Last Sunday, I gathered a big pile of basil, rosemary, sage, lemon thyme, and oregano and turned it into herb butter.
It doesn’t look like much, and believe me, this was the best picture we could get. It’s kind of a queasy green color.
I didn’t measure any of my quantities, and I feel like this is something you should make to your own taste. I had a double handful of basil leaves, three 6″ sprigs of rosemary, twenty sage leaves, a handful of thyme, and a handful of oregano. That’s as exact as it gets, I’m afraid.
Before I went out to pick the herbs, I took out two sticks of unsalted butter and a whole bulb of fresh garlic. The butter needs to get close to room temperature. If you’re in a hurry, you can melt the butter in the microwave, drop the herbs into it, and put it back in the fridge to harden back up, but I find this makes it kind of weird. Not a bad option if you’re planning on using it that day, though.
I sliced the ends off the garlic and smashed it flat with my knife to remove the paper. The entire bulb went into my food processor, which I pulsed until the garlic was little more than paste. After removing all the stems from my other herbs, I added them one at a time, pulsing after each addition.

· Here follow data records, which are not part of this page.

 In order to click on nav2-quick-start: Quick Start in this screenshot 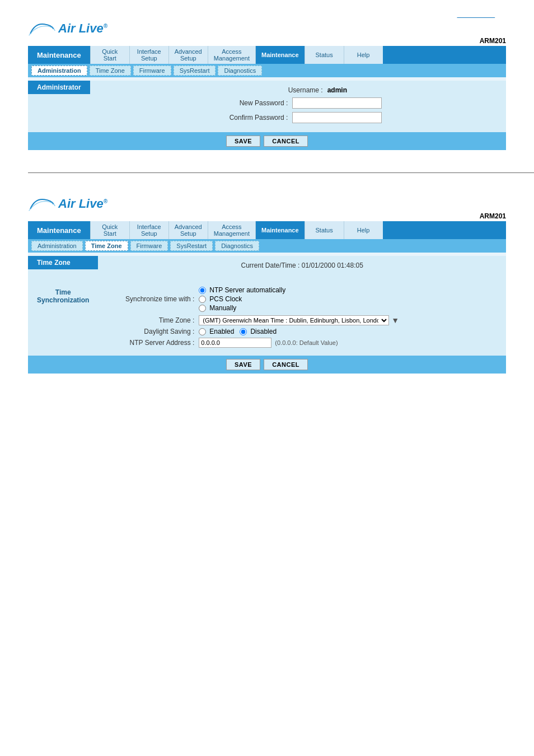, I will do `click(110, 230)`.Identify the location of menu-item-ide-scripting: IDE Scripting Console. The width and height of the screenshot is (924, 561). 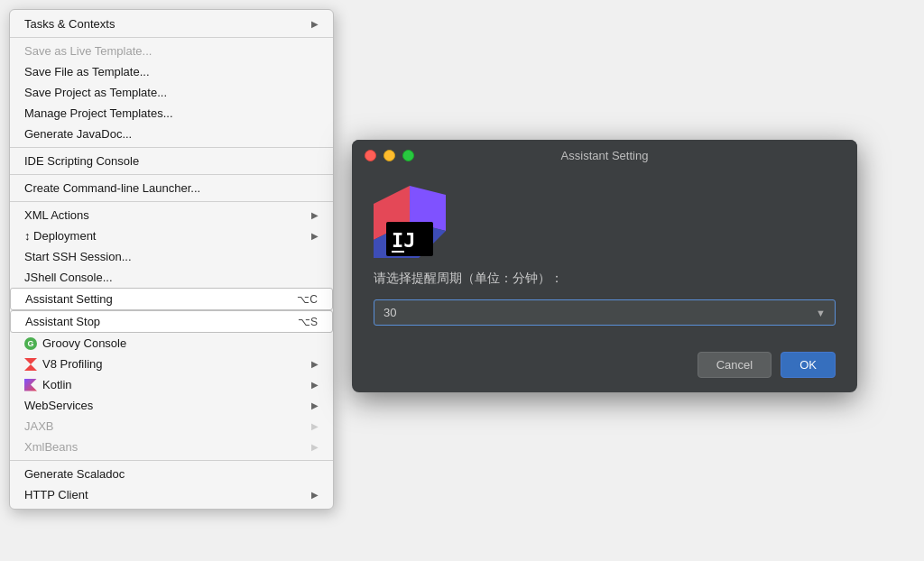
(171, 161).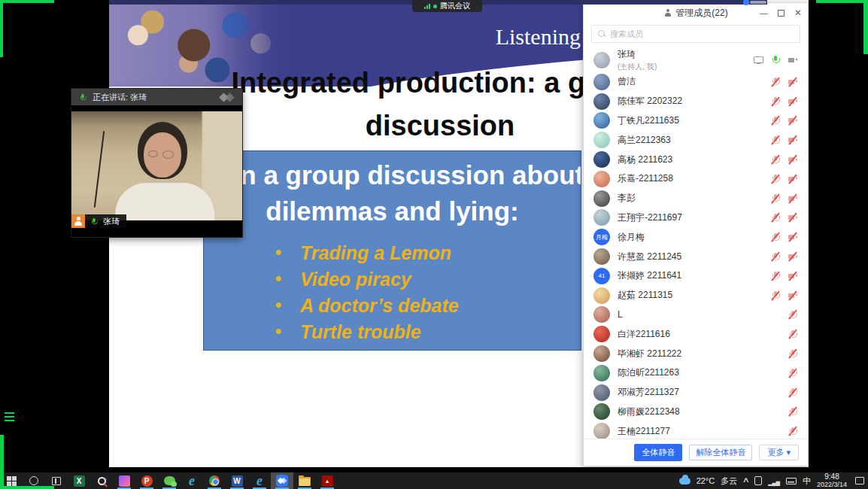 This screenshot has height=489, width=868. What do you see at coordinates (696, 102) in the screenshot?
I see `member-row: 陈佳军 2202322` at bounding box center [696, 102].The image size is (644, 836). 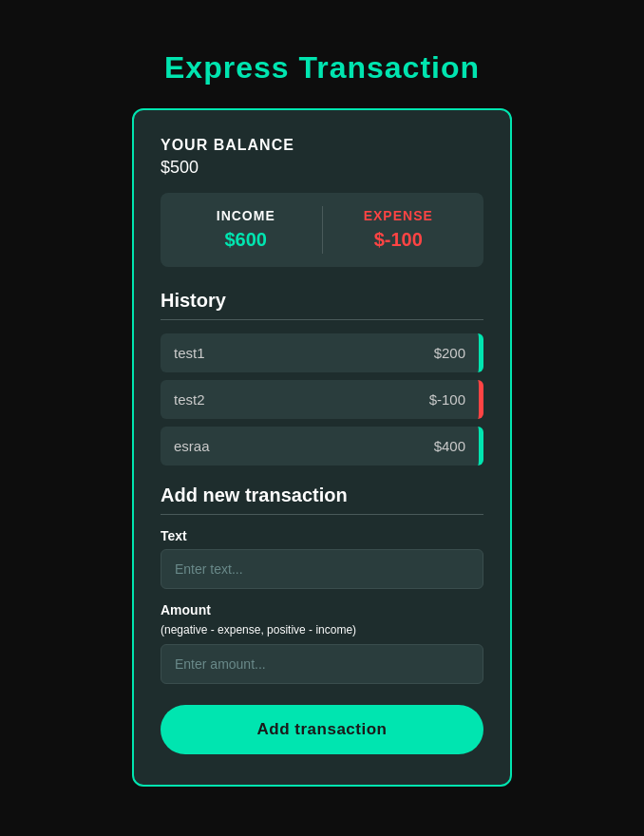 I want to click on amount-sublabel: (negative - expense, positive - income), so click(x=322, y=630).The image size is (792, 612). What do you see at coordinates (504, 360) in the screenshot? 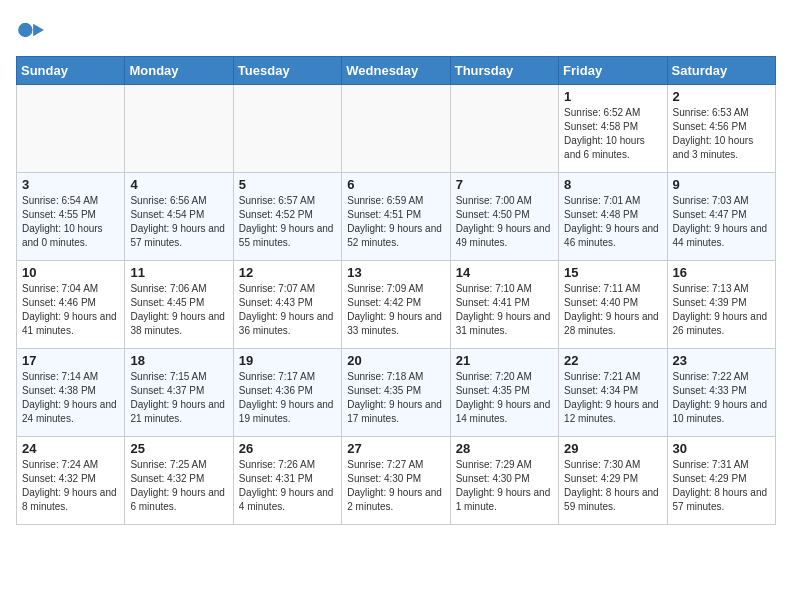
I see `day-number: 21` at bounding box center [504, 360].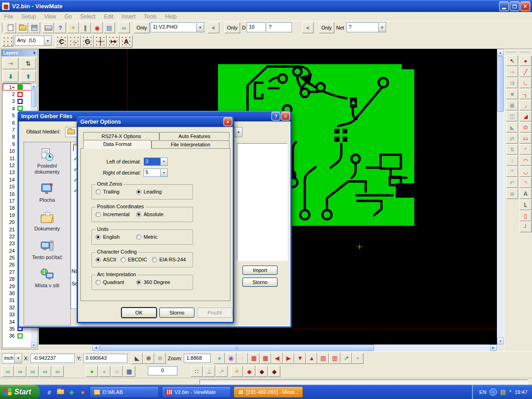 This screenshot has height=399, width=532. What do you see at coordinates (113, 214) in the screenshot?
I see `radio-incremental: Incremental` at bounding box center [113, 214].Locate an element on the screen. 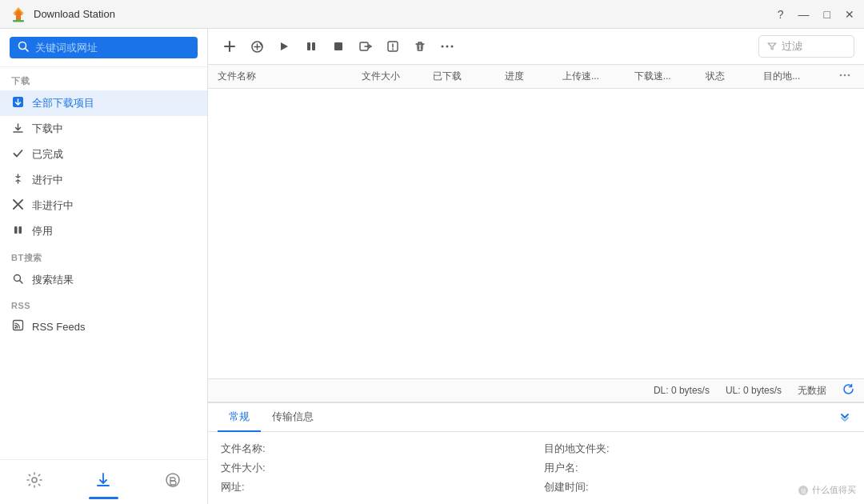 The height and width of the screenshot is (504, 864). sidebar-item-active: 进行中 is located at coordinates (104, 180).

I like my herb butter very smooth, so I run the food processor until the herbs are basically a slurry.
Finally, I added in the butter, which had reached room temperature and was soft. Blending the butter and herbs requires multiple rounds of pulsing and scraping the sides with a spatula. It’s okay to have a few little lumps of unblended butter – I won’t tell.

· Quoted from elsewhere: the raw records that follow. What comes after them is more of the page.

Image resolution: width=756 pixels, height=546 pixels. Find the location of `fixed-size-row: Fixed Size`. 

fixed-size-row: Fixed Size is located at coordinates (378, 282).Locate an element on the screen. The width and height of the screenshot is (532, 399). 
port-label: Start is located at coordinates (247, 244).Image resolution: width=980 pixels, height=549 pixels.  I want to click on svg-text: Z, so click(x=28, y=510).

I divided the result into two small tubs, labeled them, and stuck one in the fridge and one in the freezer. The one in the freezer will keep pretty much indefinitely. I have no idea how long the other one will last – I always use it up before it becomes an issue. But I imagine it will keep for a good long time in a sealed container.
Herb butter is extremely versatile stuff. Just scoop out what you need and get going! I’ve used it as a base for sauces and to saute vegetables. A dollop on the top of a really good steak is fabulous. Smear a little on the outside of a chicken and in the cavity before roasting to get a crisp brown skin, great flavor, and an aroma that will bring everyone in the house running. I imagine it would be good melted on popcorn.
One of the nice things about this mixture is that it contains no salt. I really dislike buying herb blends that contain salt – I prefer to salt things myself.
You can make this with any blend of herbs you like, even if they’re storebought. I don’t recommend buying pre-pureed herbs (the kind in tubes) because they contain a bunch of other crap – sweeteners, preservatives, etc. I’m not one of those people that thinks preservatives are killing our children or anything, but I think you should always err on the side of fewer ingredients you can’t pronounce.